Luke: "Edgar was an eager mentor?"

Dan: "No. He always wanted good people to work for him. He had the ability to spot them. The truth of the matter is, [Edgar] f---ing hired Roone Arledge. Anybody who tells you differently is a liar."

Luke: "It seemed to really gnaw at Edgar"

Dan: "Yes it did."

Luke: "The amount of success Roone had and didn't acknowledge Edgar and others."

Dan: "Roone took credit for something he didn't create."

Luke: "Wide World of Sports."

Dan: "A lot of great people have the ability to take credit for things they didn't create."

Luke: "Did Edgar falsely grab credit?"

Dan: "Absolutely not."

Luke: "I never got the sense he was intentionally lying to me."

Dan: "No he was not. What I read was pretty truthful."

Luke: "It seemed like he'd been a straight-shooter his whole life."

Dan: "Yes."

Luke: "What were his relationships like with guys like Michael Eisner and other studio chiefs?"

Dan: "A lot of these guys worked for Edgar. Leonard Goldberg. Scott Rudin. Brian Grazer. Larry Gordon. Robert Lawrence. Michael Barnathan. Chris Schenkel. Frank Barton. Edgar was there before they were. Eisner respected him. ABC was a distant third when he took over and the shows he put on the air, like Batman, Batgirl, helped propel ABC into competition with NBC."
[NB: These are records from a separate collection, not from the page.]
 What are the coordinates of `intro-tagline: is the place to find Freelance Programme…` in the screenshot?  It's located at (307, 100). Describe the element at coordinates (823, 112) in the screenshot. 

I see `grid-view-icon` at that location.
Luke: "Edgar championed women."

Dan: "When he started out, there weren't many women in the business. Joan Scott was one of the first. Edgar had nothing to do with her but if you want to do a good story about someone in the business, Joan Scott. Do you know who she is? She created Writers and Artists Agency. She saw that there was no way that a woman could become a partner in an agency and she said, 'I will create my own agency.' Harrison Ford, Armand Assante, Jimmy Woods, she found all of them. She's a manager now in New York. She's in her seventies. She's vibrant and beautiful and smart and funny. Joan Scott will demonstrate what a woman could do and couldn't do."

Luke: "Did Edgar's friends stick by him in the last seven years?"
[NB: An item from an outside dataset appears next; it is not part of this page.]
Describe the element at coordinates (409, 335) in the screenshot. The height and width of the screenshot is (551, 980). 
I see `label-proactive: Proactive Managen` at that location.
Dan: "Some did and some didn't."

Luke: "Did he have a lot of friends?"

Dan: "What's your definition of friends? He had a lot of people who liked him. They had a nice turnout at the funeral. Bob Daly [former co-head of Warner Brothers]. Barry Myer. Edgar was the last of an era. An era when a person could walk into a room and with the sheer enthusiasm of their passion for a project and sell it. It doesn't work like that any more because everything is so layered and corporate."

Luke: "I'd see people in my research for my book on producers and they'd mention they knew Edgar. I'd mention that I saw him regularly and they'd say, 'Give him my best.' And I thought, 'Why don't you call him and give him your best?' Part of the reason I went to see him so many times was that I thought he wanted the company. And then you'd get there and he'd throw you out after 20-minutes."

Dan: "He was tough on visitors. 'You can leave now.' F--- you, Ed, I don't want to be told I can leave now. I didn't drive over here to be told I can leave now. Right?"

Luke: "Yes."

Dan: "Did you feel that way?"

Luke: "Yes."

Dan: "Don't tell me to leave. I'm not rude to you. He was in bad shape. He was heavy. He was lying flat on his bed. He had leukemia. It was sad for me to see him like this.

"He liked baseball, fishing, literature. He appreciated a good sentence. He liked a good meal. He loved the business. He was a great salesman."